What an interesting topic! I guess JimDe does have a good point there. If we could prove the existence of spooks or spirits (or whatever you call them) then I would have studied ghost biology in science class or taken field trips to see the ghosts in the zoo or some dusty old museum. But I didn't . . . so does that mean ghosts don't exist? After all, religious texts written long before the birth of Christ have made references to the spirits of the dead walking among us.
On the skeptical side, it's quite possible that what people have been seeing all these years is nothing more than hallucinations caused by carbon monoxide or sound frequencies below 20 hertz that can't be heard but are felt by the brain. Sometimes "ghosts" are nothing more than someone's overactive imagination. I know I've been guilty of that a time or two myself!
There's also a a psychological phenomenon called pareidolia that makes people see things like the Virgin Mary in a tortilla or Jesus in a stain on the wall. No, those aren't spirits, either. It's just our brains playing tricks on us!
So does that mean I don't believe in ghosts? Not at all. The last time I went to the dentist, he took a X-ray picture of my teeth. Could I see the X-rays coming out of the camera? No, but the dental tech made sure I was wearing a lead apron when she hit the shutter. Just because I didn't see any X-rays hitting my jaw doesn't mean they didn't exist. They just existed on a part of the electromagnetic spectrum that my eye can't see--just like radio waves, infrared waves and gamma radiation. I may not be able to see microwave radiation, but it did a darned good job of heating up my supper last night!
So what if ghosts live just a few wavelengths off the scale of visible light and somehow drift back and force into the visible spectrum of light and sound where we mere mortals can observe them? You never can tell . . . even though I can't see an atom, I know it exists.
Edited by Bettie Page, 31 July 2008 - 06:52 PM.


* _Your assignment_
When a line below contains the word "cell", copy that line.

Entries taken from a collection
========

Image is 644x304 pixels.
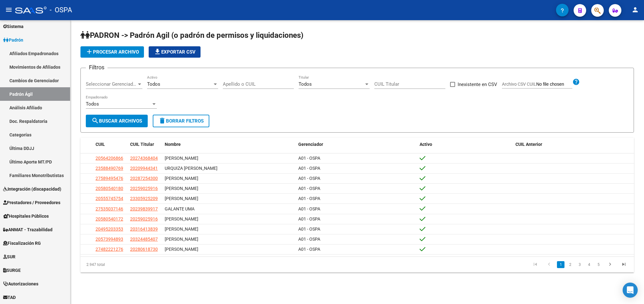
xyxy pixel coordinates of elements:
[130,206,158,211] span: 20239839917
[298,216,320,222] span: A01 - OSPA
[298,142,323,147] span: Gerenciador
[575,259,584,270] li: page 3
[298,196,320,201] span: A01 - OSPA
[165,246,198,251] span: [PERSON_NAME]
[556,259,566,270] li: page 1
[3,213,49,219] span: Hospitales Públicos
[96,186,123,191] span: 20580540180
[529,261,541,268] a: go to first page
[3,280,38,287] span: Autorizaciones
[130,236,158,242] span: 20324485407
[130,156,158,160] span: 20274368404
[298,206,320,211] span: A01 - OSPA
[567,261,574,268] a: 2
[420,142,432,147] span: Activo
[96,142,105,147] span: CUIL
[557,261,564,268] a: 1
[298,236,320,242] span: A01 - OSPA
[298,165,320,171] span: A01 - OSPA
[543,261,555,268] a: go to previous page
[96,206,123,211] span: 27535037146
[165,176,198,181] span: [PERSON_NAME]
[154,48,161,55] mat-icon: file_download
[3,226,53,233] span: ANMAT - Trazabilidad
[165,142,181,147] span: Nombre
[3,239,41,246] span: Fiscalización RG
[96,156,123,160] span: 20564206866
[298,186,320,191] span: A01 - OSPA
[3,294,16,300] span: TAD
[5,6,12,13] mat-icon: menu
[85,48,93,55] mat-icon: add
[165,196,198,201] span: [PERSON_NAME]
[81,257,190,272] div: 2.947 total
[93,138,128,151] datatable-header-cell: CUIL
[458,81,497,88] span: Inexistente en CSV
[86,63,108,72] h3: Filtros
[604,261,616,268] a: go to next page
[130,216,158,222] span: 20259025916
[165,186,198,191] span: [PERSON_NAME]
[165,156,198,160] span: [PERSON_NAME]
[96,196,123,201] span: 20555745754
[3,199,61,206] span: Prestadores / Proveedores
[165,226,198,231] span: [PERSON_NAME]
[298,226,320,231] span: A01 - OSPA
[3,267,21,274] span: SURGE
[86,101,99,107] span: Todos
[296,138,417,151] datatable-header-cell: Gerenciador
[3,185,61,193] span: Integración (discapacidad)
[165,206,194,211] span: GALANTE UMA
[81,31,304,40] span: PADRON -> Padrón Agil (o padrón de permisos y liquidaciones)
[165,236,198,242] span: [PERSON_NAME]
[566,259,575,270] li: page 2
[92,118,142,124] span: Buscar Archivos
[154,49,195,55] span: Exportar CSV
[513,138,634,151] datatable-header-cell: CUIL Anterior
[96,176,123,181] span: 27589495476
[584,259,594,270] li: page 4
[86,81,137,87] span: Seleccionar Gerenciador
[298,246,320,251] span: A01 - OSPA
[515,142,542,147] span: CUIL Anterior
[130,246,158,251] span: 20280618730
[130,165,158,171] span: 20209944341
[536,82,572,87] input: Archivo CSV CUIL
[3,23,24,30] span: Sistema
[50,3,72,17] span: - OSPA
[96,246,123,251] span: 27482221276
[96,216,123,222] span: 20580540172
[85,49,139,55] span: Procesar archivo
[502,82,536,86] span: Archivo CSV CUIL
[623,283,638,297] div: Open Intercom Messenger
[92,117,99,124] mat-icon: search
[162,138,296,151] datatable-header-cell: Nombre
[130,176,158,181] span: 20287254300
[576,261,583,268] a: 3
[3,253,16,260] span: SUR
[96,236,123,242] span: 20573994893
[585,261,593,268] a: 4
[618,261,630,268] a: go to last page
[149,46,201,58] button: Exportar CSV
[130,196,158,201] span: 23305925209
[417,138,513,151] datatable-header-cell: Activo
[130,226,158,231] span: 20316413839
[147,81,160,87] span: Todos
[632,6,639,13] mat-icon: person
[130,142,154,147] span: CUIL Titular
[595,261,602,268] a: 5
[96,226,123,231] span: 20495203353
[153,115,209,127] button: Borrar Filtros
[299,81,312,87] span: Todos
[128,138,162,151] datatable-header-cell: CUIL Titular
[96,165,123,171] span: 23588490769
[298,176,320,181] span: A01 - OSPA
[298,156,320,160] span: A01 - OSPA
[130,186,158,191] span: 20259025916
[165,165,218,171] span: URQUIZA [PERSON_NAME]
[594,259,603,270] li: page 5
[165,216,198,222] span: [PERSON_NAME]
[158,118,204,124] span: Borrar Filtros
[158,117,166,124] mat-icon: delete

========

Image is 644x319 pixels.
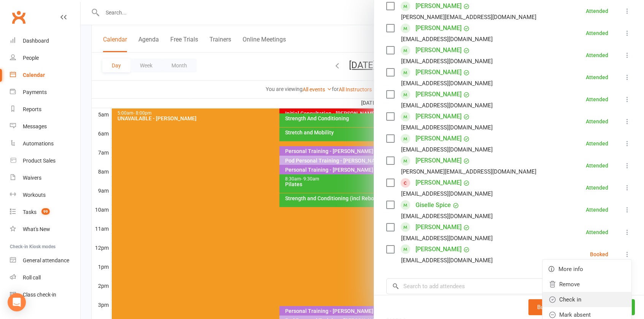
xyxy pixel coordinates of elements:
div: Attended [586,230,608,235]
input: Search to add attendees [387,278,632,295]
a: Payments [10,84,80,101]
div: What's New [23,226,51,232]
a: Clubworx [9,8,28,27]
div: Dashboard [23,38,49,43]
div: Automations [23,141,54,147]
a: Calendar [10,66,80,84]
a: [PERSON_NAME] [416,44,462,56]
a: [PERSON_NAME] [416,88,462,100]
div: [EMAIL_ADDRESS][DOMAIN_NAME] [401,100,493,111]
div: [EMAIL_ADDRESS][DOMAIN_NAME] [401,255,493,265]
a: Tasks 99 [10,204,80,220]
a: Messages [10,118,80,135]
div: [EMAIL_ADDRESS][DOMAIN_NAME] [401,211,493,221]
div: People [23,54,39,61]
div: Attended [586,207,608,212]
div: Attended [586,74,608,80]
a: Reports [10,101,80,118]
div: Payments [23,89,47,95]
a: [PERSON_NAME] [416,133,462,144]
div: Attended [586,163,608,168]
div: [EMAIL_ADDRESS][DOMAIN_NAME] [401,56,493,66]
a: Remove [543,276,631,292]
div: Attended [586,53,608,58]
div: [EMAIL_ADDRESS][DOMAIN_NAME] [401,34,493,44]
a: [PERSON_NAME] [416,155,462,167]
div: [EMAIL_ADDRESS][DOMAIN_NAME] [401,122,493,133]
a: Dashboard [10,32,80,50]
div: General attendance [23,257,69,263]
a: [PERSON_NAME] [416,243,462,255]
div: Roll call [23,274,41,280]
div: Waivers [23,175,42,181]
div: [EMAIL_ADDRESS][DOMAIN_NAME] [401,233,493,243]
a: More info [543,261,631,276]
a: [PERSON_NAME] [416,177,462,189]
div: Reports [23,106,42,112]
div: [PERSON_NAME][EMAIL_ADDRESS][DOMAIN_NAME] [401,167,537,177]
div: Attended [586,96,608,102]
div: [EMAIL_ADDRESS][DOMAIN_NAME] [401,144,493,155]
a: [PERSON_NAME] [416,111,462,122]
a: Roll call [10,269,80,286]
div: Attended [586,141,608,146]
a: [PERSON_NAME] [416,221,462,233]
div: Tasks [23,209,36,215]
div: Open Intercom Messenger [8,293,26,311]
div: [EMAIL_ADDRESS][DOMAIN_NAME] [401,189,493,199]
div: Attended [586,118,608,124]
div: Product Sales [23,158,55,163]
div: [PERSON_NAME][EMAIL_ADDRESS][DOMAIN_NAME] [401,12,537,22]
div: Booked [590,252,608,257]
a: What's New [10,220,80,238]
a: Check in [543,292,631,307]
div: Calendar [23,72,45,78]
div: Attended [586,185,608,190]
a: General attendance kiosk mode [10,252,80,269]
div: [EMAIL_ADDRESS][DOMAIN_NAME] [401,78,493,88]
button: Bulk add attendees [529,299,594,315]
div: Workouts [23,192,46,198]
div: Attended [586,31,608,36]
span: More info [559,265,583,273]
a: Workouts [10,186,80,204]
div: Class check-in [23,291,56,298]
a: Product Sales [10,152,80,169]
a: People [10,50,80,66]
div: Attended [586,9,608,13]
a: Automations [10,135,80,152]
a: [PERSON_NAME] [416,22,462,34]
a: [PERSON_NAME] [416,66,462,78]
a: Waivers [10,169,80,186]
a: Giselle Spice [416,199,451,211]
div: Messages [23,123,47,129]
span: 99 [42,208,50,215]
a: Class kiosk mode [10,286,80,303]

========

* _Written solution_
[93,138,128,151] datatable-header-cell: CUIL
[296,138,417,151] datatable-header-cell: Gerenciador
[513,138,634,151] datatable-header-cell: CUIL Anterior
[162,138,296,151] datatable-header-cell: Nombre
[417,138,513,151] datatable-header-cell: Activo
[128,138,162,151] datatable-header-cell: CUIL Titular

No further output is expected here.